I understand that you have minimal flattening to the rear with your current horizontal sectioning configuration. I was suggesting a way to that you could return to the vertical sectioning your mentioned in post#10 for which you were having the flattening problem.
http://www.diyaudio.com/forums/planars-exotics/125246-dots-strips-spacers.html#post3081536

Using vertical sections with flat diaphragm facets allow the use of uniform tension which works better at LF where the diaphragm is moving a large % of the gap.

It has been a while since I measured the panels (been playing with 4" JBL compression drivers lately) but I think the fundamental modes of the sections were between 40 and 100Hz (narrowest section is ~9cm, largest ~20cm, width being 67cm). I will have to measure them better when I get the incredients of the membrane coating and can re-membrane them properly.

I did not read your post correctly. Yes, that would me to use vertical segmenting again, but I like "truly curved" membrane's sound more. The vertical segmented membrane acts like multiple ribbon tweeters and it's radiation pattern is very wide. Truly curved membrane is clearly more directive, with more pin-point imaging and so on.

At the beginning the vertical segmented membrane, with lots of tension (12µm), had some residual/secondary resonances very high between 100 and 200Hz with the narrowet section. The fundametal resonance of the whole panel was somewhere at ~80Hz. Drum skin sound was present mucho-mucho due to the high resonances. Remembraining the panel with 6µm, keeping the vertical spacing, dropped the main fundamental to ~55Hz, and the higher drum-skin resonances where also gone.
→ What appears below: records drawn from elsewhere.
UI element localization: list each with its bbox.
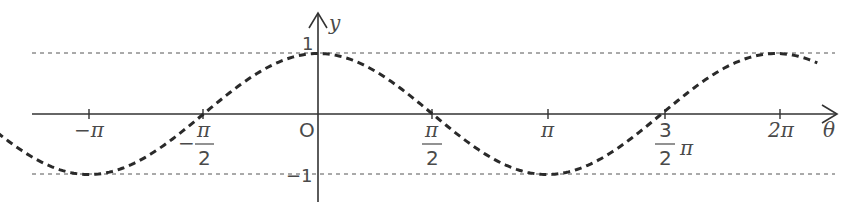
graph-canvas: y 1 −1 O −π − π 2 π 2 π 3 2 π 2π θ (0, 0, 861, 213)
x-tick-three-half-pi-label: 3 2 π (655, 118, 694, 170)
x-tick-two-pi-label: 2π (767, 118, 795, 142)
x-axis-label: θ (823, 118, 835, 142)
y-tick-neg1-label: −1 (286, 165, 313, 186)
svg-text:3: 3 (659, 118, 672, 142)
y-axis-label: y (328, 11, 341, 35)
svg-text:2: 2 (426, 146, 439, 170)
svg-text:π: π (424, 118, 439, 142)
x-tick-pi-label: π (540, 118, 555, 142)
x-tick-neg-pi-label: −π (74, 118, 105, 142)
svg-text:2: 2 (198, 146, 211, 170)
x-tick-neg-half-pi-label: − π 2 (178, 118, 214, 170)
origin-label: O (299, 118, 315, 142)
svg-text:2: 2 (659, 146, 672, 170)
cosine-graph: y 1 −1 O −π − π 2 π 2 π 3 2 π 2π θ (0, 0, 861, 213)
svg-text:π: π (679, 136, 694, 160)
svg-text:−: − (178, 131, 195, 155)
y-tick-1-label: 1 (302, 33, 313, 54)
x-tick-half-pi-label: π 2 (422, 118, 442, 170)
svg-text:π: π (196, 118, 211, 142)
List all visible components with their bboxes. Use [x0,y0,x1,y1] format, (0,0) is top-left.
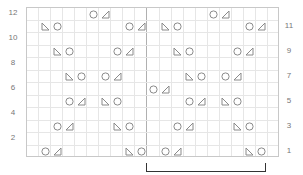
left-triangle-icon [220,96,232,109]
row-label: 4 [5,108,21,118]
circle-icon [135,146,147,159]
circle-icon [63,46,75,59]
left-triangle-icon [99,96,111,109]
right-triangle-icon [75,96,87,109]
grid-line [27,145,278,146]
left-triangle-icon [244,146,256,159]
circle-icon [51,121,63,134]
circle-icon [184,96,196,109]
row-label: 6 [5,83,21,93]
circle-icon [220,71,232,84]
circle-icon [123,21,135,34]
row-label: 9 [281,46,297,56]
left-triangle-icon [39,21,51,34]
row-label: 12 [5,8,21,18]
left-triangle-icon [63,71,75,84]
left-triangle-icon [232,121,244,134]
circle-icon [172,21,184,34]
circle-icon [172,121,184,134]
left-triangle-icon [123,146,135,159]
circle-icon [39,146,51,159]
right-triangle-icon [51,146,63,159]
circle-icon [123,121,135,134]
left-triangle-icon [51,46,63,59]
circle-icon [75,71,87,84]
circle-icon [196,71,208,84]
row-label: 3 [281,121,297,131]
circle-icon [232,46,244,59]
circle-icon [256,146,268,159]
right-triangle-icon [220,8,232,21]
grid-line [27,32,278,33]
right-triangle-icon [196,96,208,109]
knitting-chart-grid [26,7,279,157]
circle-icon [160,146,172,159]
right-triangle-icon [123,46,135,59]
right-triangle-icon [184,121,196,134]
right-triangle-icon [63,121,75,134]
left-triangle-icon [184,71,196,84]
row-label: 8 [5,58,21,68]
left-triangle-icon [111,121,123,134]
grid-line [27,20,278,21]
circle-icon [111,96,123,109]
circle-icon [184,46,196,59]
row-label: 7 [281,71,297,81]
circle-icon [232,96,244,109]
row-label: 10 [5,33,21,43]
circle-icon [244,121,256,134]
row-label: 5 [281,96,297,106]
circle-icon [51,21,63,34]
circle-icon [244,21,256,34]
row-label: 1 [281,146,297,156]
repeat-bracket [146,163,266,172]
right-triangle-icon [160,83,172,96]
circle-icon [147,83,159,96]
row-label: 11 [281,21,297,31]
right-triangle-icon [111,71,123,84]
right-triangle-icon [99,8,111,21]
left-triangle-icon [172,46,184,59]
circle-icon [208,8,220,21]
right-triangle-icon [232,71,244,84]
circle-icon [111,46,123,59]
circle-icon [87,8,99,21]
right-triangle-icon [172,146,184,159]
circle-icon [63,96,75,109]
row-label: 2 [5,133,21,143]
right-triangle-icon [244,46,256,59]
left-triangle-icon [160,21,172,34]
right-triangle-icon [256,21,268,34]
circle-icon [99,71,111,84]
right-triangle-icon [135,21,147,34]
I have not tried 3,5µm with vertical spacing because I had already modified the spacer when I got that stuff.
 
Thanks for this interesting tip Lukas. Can you say which brand of silicone you found which would stick to mylar? (Of course, it might not be available here in Germany.)

The other part of the story would be whether the silicone will stick to PVC stator wires. Many adhesives will form around the stator wires and hold them in place on the supporting cross bar without actually adhering to the PVC. The "ordinary" sanitary silicone I have tried does not adhere to PVC. If the silicone sticks to the PVC (and the cross bar) then the stiffness of the crossbars either side of the diaphragm would be much higher. Of course, one might achieve a satisfactory bond to the glue around the PVC.coated stator wires, without actually gluing to the PVC.
 
Ahhh, thanks for the info.

What I would change first in this speaker construction, is to change the metallized membrane to one with a high resistance coating. Also in my Esl-63 I got better results (compared with the original graphite coating).

Harry

I am wondering: would it make sense to combine low resistive coatings with high resistive coatings? For example: use metallized mylar and apply a high resistive coating like antistatic spray to it? To allow for a fast charge up time but still avoid distortions that come with low resistive coatings ? Would results differ if one coating is applied to one side of the membrane and the other coating to the other side?